Introduction
When the National Assessment of Educational Progress in Reading (NAEP) results are published biennially, journalists and policymakers focus on the approximately third of a fourth grade cohort who fail to attain the basic standard in reading comprehension. A legitimate concern is that these students do not have the literacy levels required for full participation in the global digital world of the 21st century. However, the attributions and claims of their literacy levels go far beyond this con cern, as illustrated in a segment on the National Public Radio website titled “Why Millions of Kids Can’t Read and What Better Teaching Can Do About It” (Hanford, 2019).
In 1992, the NAEP framework committee (National Assessment Governing Board, 1992) called for periodic stud ies of oral reading fluency (ORF) to establish whether students can recognize the words on the NAEP passages when reading orally. In the latest NAEP ORF study (White et al., 2021), oral reading assessments were administered to a sam ple of students who represented the 36% of fourth graders who performed below basic on silent reading comprehension on the 2017 assessment. The research team divided stu dents who performed below the basic level into three groups: high, medium, and low. Averages for words correct per min ute (WCPM) and accuracy levels for these three groups were as follows: high, 108 WCPM and 94% accuracy; medium, 95 WCPM and 92% accuracy; and low, 71 WCPM and 83% accuracy. These findings led the researchers to conclude that most students scoring below the basic level had prob lems with fluency, word reading, and phonological decoding and could benefit from support in these areas. They also rec ommended investigations into whether elementary schools are teaching accurate and efficient reading skills.

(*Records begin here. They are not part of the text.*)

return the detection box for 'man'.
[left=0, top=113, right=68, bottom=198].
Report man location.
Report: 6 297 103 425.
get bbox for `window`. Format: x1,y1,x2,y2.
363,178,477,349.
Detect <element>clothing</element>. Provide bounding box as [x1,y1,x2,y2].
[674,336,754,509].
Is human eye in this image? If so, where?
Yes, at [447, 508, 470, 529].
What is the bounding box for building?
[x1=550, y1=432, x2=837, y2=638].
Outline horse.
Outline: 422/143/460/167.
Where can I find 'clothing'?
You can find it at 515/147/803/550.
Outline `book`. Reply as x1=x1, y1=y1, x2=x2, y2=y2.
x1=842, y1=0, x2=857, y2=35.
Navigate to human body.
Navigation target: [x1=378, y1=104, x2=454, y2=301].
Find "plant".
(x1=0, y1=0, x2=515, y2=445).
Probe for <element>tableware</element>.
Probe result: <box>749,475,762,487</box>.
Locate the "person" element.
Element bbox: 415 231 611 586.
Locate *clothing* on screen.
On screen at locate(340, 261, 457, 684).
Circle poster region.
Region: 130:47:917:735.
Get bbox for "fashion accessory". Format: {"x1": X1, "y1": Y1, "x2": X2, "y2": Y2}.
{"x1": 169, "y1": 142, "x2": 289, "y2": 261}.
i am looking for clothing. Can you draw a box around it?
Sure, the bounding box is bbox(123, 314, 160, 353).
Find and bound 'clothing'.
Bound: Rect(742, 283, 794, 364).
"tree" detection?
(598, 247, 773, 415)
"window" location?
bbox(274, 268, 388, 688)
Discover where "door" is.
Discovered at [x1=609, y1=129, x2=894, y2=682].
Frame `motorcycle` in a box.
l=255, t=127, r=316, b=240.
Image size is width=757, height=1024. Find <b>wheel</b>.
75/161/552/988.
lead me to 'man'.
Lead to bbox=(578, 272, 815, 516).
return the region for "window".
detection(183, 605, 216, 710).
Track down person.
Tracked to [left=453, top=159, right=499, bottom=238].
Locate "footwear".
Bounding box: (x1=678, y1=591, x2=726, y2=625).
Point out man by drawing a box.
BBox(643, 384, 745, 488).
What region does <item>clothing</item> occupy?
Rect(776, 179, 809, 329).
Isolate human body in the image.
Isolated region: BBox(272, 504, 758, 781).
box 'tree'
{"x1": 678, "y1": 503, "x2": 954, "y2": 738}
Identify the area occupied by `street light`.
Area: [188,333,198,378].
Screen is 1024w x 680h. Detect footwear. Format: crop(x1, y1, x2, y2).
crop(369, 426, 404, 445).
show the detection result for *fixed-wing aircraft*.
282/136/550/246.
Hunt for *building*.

Reports of a strong correlation between ORF and silent reading comprehension (Reschly et al., 2009) have increased the emphasis on ORF in assessment, instruction, interventions, and policies (e.g., No Child Left Behind, 2002). A correlation between two variables like rate of oral reading and silent reading comprehension, however, does not necessarily mean that one is the cause of the other. The profiles of students who do poorly on silent reading comprehension assessments vary considerably (Buly & Valencia, 2002). There are students who read slowly on oral reading tasks but do reasonably well on silent reading tasks, just as there are fast oral readers who do not comprehend well (Trainin et al., 2015). Furthermore, oral reading fluency interventions have shown relevantly lackluster results on silent reading comprehension (O’Keeffe et al., 2012). Additionally, even though oral fluency rates of students in grades one through four, including those in the bottom quartile, increased over the past 15 years (Hasbrouck & Tindal, 2017), the percentage of students who score below the basic level on the NAEP silent reading assessment over this period has remained stable (National Center for Education Statistics, 2019).
Before policymakers respond to the performances of students on the most recent NAEP/ORF study with mandates for fluency and word-level interventions at middle grades and beyond, available data from ORF assessments merit investigation. In this paper, I examine the performances on oral reading assessments of students who score at or below the 36 percentile to identify their strengths and challenges. I then use patterns from these analyses to address how instruction and interventions can better support students in developing the proficiencies required to perform successfully on silent reading comprehension tasks.
Related Resources


Hiebert, E.H. (2022). When students perform at the below basic level on the NAEP: What does it mean and what can educators do?The Reading Teacher, 75(5), 631-639.